The ultimate goal of the WADS market is to eventually make the product a native function of the Wan, according to Cisco, and this product - especially the router module - is part of that evolution.
"We are entering the market with as competitive, or more competitive, a product as any that's out there," Weiner said.
According to WAAS beta tester Harold Hamm, vice president of IT at architectural engineering firm Reynolds, Smith and Hills, the fact that WAAS was produced by Cisco and optimises data transmissions without tunnelling is what has made it worth waiting for.
"The fact that we have an all-Cisco network is a key element in the whole deal," said Hamm. "[Because it doesn't use tunnelling] we know it'll be aware of our other traffic, like VoIP."
Hamm's fellow beta tester, Clifford Clarke, CIO for the City of Fort Wayne, said that the city is in the process of switching out the last few remaining pieces of non-Cisco network gear for Cisco equipment. Though he declined to specify the other supplier or why the city was moving away from their product, Clarke, a user of Cisco's older WAFS product, said having one supplier for both the network and its optimisation - and within that, for both WAFS and TCP optimisation - was ideal.
"I'm a municipality and I'm always worried about cost," Clarke said. "I want everything packaged in one box, and I want additional capabilities to come in the form of add-ons, not a rip-and-replace."
Beta testers: traffic optimised, but features still lacking
So far, Clarke said he's seen a 40% increase in headroom on a previously "completely tapped" 1.5mbps T1 connection. The city had been considering putting in bigger pipes from the main datacentre to some 20 branch locations for videoconferencing purposes but found the Wan optimisation approach vastly cheaper.
"We'll have ROI on it in 18 months," Clarke said.
The product doesn't yet have support for video streaming, which was the main impetus for the city to use Wan optimisation in the first place. However, it has been helpful to free up space for that traffic by optimising other applications, Clarke said.
"They're getting there, but it's not available in the current offering," Clarke said.
Hamm said the product is a vast improvement over the system of a rotating set of DVD-ROMs his architectural engineering firm had been using to circulate data between offices.
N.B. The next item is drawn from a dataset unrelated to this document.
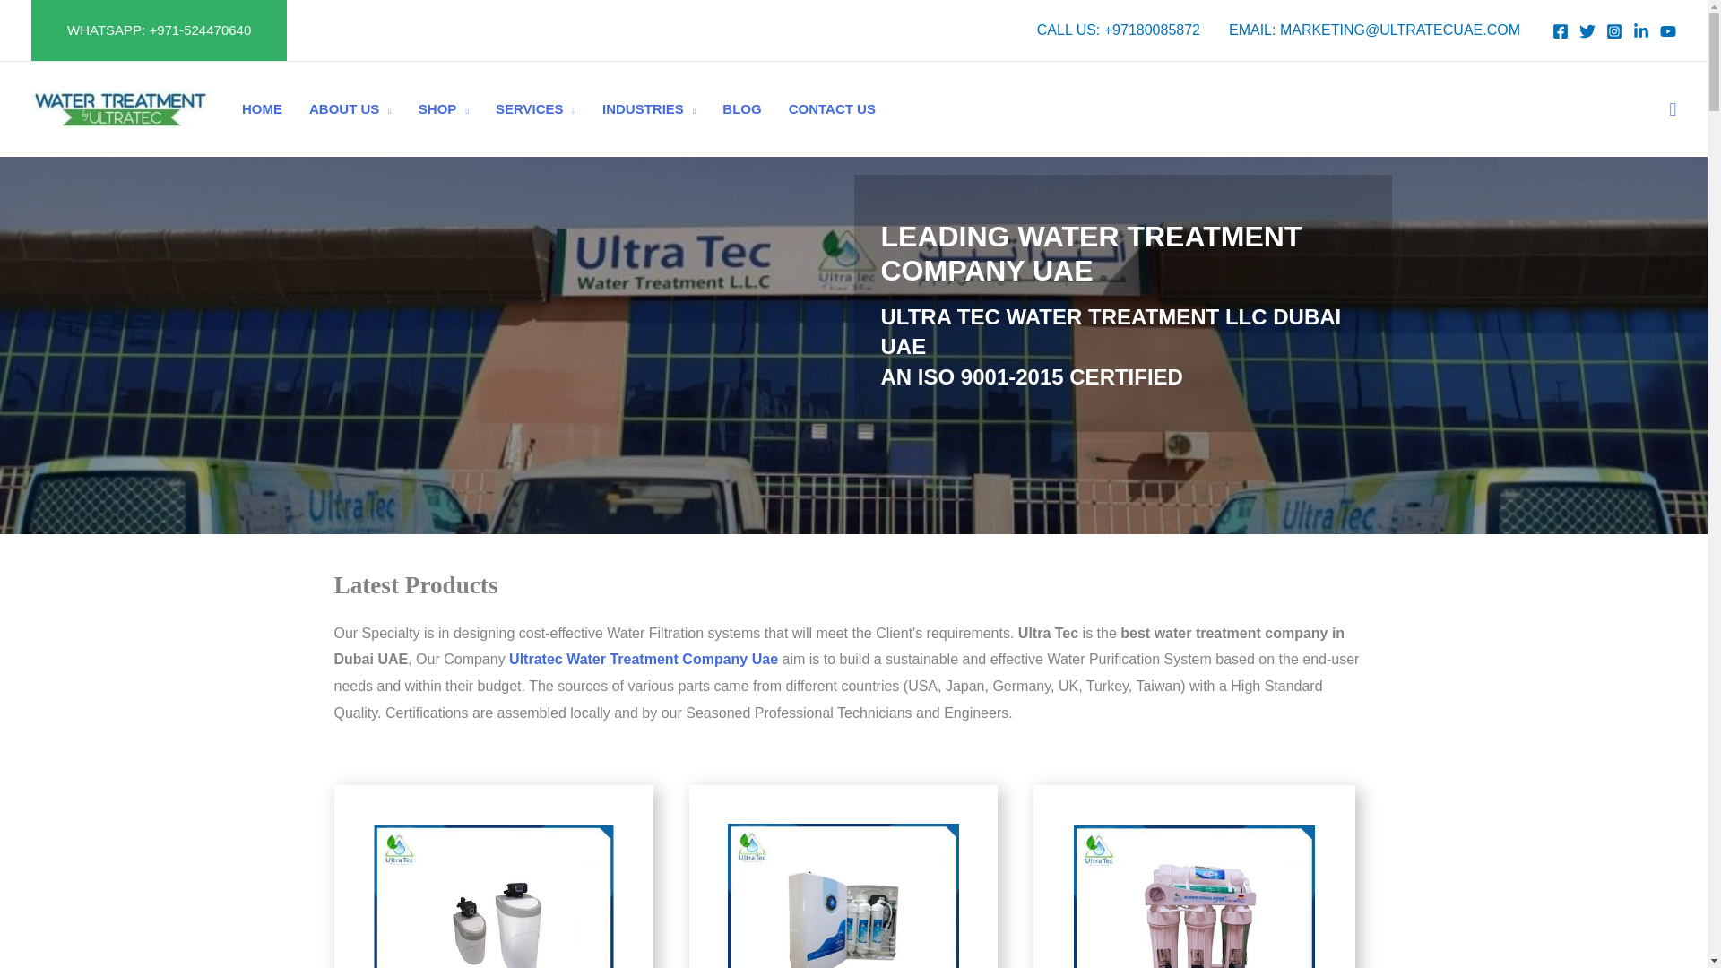 The image size is (1721, 968). I want to click on 8-Stage RO System, so click(1194, 876).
With caching in place, Hamm said, he'd seen traffic over the 1.5mbps Wan approach 100mbps Lan speeds. Moreover, being able to send the large CAD files the firm works on back and forth over the network will cut personnel costs .
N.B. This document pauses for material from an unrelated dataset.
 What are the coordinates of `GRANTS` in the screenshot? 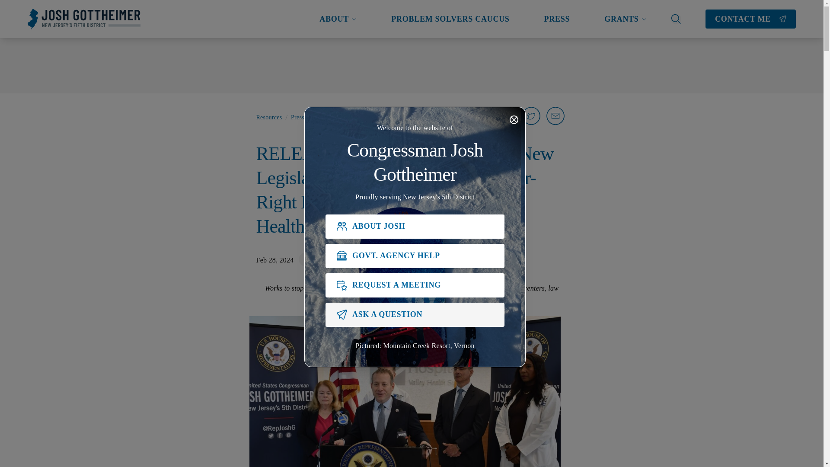 It's located at (625, 19).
In the course of beta-testing the product, however, Hamm said that WAAS has only recently become good at optimising large files, which are the bulk of his concern when it comes to optimising the Wan.
"It has gotten to the level within the beta where it works well on large files, though it could be improved further," he said. "But earlier releases worked much better on small files, which don't take up much bandwidth anyway."
Cisco will be marketing the product to non-Cisco customers, Weiner said, and the product will work with competitors' networking equipment. But, while it is possible that Cisco could market the product outside its customer base, "I doubt you'll ever see that case," said analyst Zeus Kerravala, vice president of infrastructure research and consulting at the Yankee Group.
"It's sort of an add-on for Cisco," he said. The product will probably not overtake Riverbed Technology's Steelhead product, which has more than 500 customers, several OEM deals and a recently released software update that provides for QoS.
The Steelhead appliances, according to Riverbed officials, also do not use tunnelling. Steelhead is more transparent to the network than Cisco's product, according to Kerravala, and it has support for more applications.
"Riverbed is still going to be perceived as the leader in this space," he said. Generally, the biggest appeal of the Cisco product will be to customers who already have the latest Cisco ISR, because slipping a module - once it becomes available - into that router is easier than installing new boxes, according to Kerravala.